The changes brought about by the privatisation of religion and the separation of religion and spirituality are by no means clear, as there are still no clear definitions of the two concepts. Spirituality often means whatever the author wants it to mean, both in press articles and in studies and surveys, where there is no adequate vocabulary to enable researchers to truly understand those who claim to be “spiritual but not religious.” Will they cause the death of religion—or its reformation?
Pew analysis predicts that although the share of the world’s population that is unaffiliated will fall from 16 per cent in 2010 to 13 per cent in 2050, demographic trends mean that in America and Northern Europe it will rise by as much as 10 per cent in the coming decades. What we need to bear in mind is that the religious state of the world depends on economic, political, and social factors that can change so rapidly that none of the theories discussed so far will be relevant, but the human quest for the divine proves time and again to be a force that is difficult to extinguish.
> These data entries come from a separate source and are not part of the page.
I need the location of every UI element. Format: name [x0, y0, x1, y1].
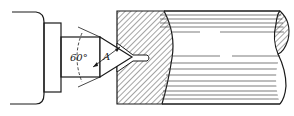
spindle-nose — [44, 23, 61, 92]
headstock — [10, 12, 44, 104]
angle-label: 60° — [70, 52, 88, 63]
lathe-center-diagram: 60° A — [0, 0, 294, 116]
dimension-label-a: A — [102, 51, 110, 62]
angle-extension-bottom — [78, 77, 100, 87]
workpiece-cylinder — [160, 11, 289, 104]
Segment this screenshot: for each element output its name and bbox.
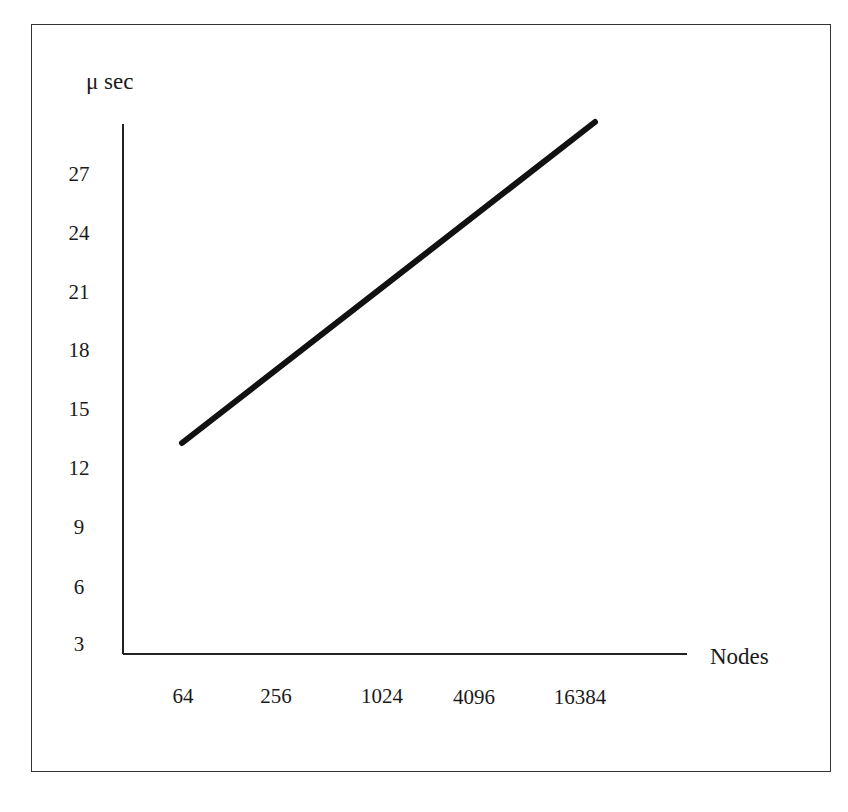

Pluralism seems to be the proven key to maintaining the vitality of religious life in America, even on a downward slope, and may be the salvation for many European countries that only mimic a free market of religions, while governments favour one religion and discriminate against hundreds of smaller religious groups through policy guidelines motivated by various arguments. Not surprisingly, France also has the highest level of restrictions on the practice, exercise, or choice of religion by law, policy, or administrative action of the state among Western countries, according to the U.S. government’s International Religious Freedom Report.[11] But even successful pluralism in a truly free religious market will not spare the historic churches from the need for a profound reassessment.
The institution of the Church is in a poor position today and is likely to continue on this downward trajectory unless it finds ways to reach out to people who no longer respond to a rationalist worldview but base their spirituality on the senses, intuition, and self-exploration. Theological-scientific arguments and debates now stand shoulder-to-shoulder with DIY spiritualities. The Lausanne report concludes that the Western church is to blame for failing to present God as both transcendent and immanent to the postmodern world, and for neglecting the impact of technological progress, which throughout history has created a vacuum in which alternative spiritualities have flourished. “Attempts to grow the Kingdom by short-term ‘revival’ remedies have and will continue to fail because Christian expectations of how to connect with non-Christians are unrealistic and disconnected from their experiences of life. We are living in a time of enormous transition that touches the whole fabric of our societies. Until we understand our time and honestly reappraise some cherished assumptions about evangelism and apologetics, the Church will struggle to survive in the Western world,” the report concludes.
Eliza Vladescu is a communications specialist and was previously part of the ST Network permanent team. She currently works as an online communications consultant.